Persistence
When a computer or even the entire domain is compromised, how do you keep it that way? (note: not normally required in a pentest)
Last updated
When a computer or even the entire domain is compromised, how do you keep it that way? (note: not normally required in a pentest)
Last updated
With administrative privileges on a computer, you can do anything. If we want to keep control of this computer, even after someone's password changes, for example, we can create some "backdoors".
One simple way is to create a new local account on the computer and give it the BUILTIN\Administrators
group:
This later allows you to log in as that user and dump cached creds like
Another method is creating a scheduled task that executes hourly or in another period and runs a program that gives you a reverse shell, for example.
Then another classic is Autoruns, programs that register themselves to start on startup. You can place binaries or scripts in the following shell:startup
directory, and they will execute on startup:
The Windows Registry can also be a great sea of abusable keys that automatically run programs. The Software\Microsoft\Windows\CurrentVersion\Run
path for HKCU
and HKLM
contains a key for every program that should start at startup, for only the current user or all users:
When an entire active directory is compromised, a lot of integrity is lost. Any secrets can be read out, and later used to log in as any user after your access has been revoked. Here are some well-known attacks that real threat actors use to persist after a breach if all the required secrets are not rotated.
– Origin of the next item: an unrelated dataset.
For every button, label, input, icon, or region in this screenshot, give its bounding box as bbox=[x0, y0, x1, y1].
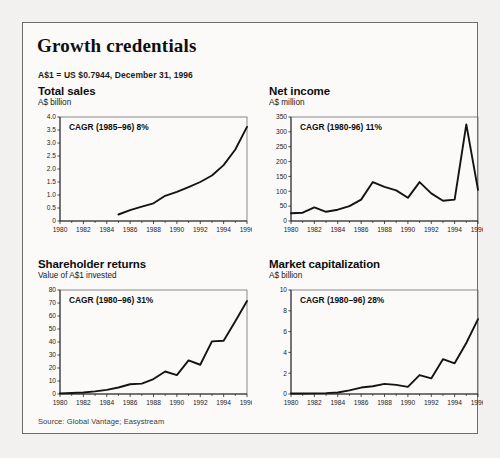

On the Domain Controller, we will ask the LSA server for all known credentials using Mimikatz:
This finds the NTLM hash for the krbtgt
user which can now be used to forge any ticket. When the time comes after vulnerabilities have been patched, the attacker can still get a new valid session.
We provide the domain and its SID (found using whoami /user
), then choose a user with a lot of privileges like a Domain Admin, and give the krbtgt
NTLM hash:
We've seen where we have the hash of an SPN and can forge a Kerberos ticket as any user for that service. Taking this one step further is possible when we compromise the NTLM hash of the krbtgt
user. Because TGTs are encrypted with this secret, we can forge any ticket in the future if we know it.
This injects it into our current session, and the newly spawned cmd.exe
will allow you to do anything on the domain through Kerberos, like with a hostname instead of an IP to get a shell.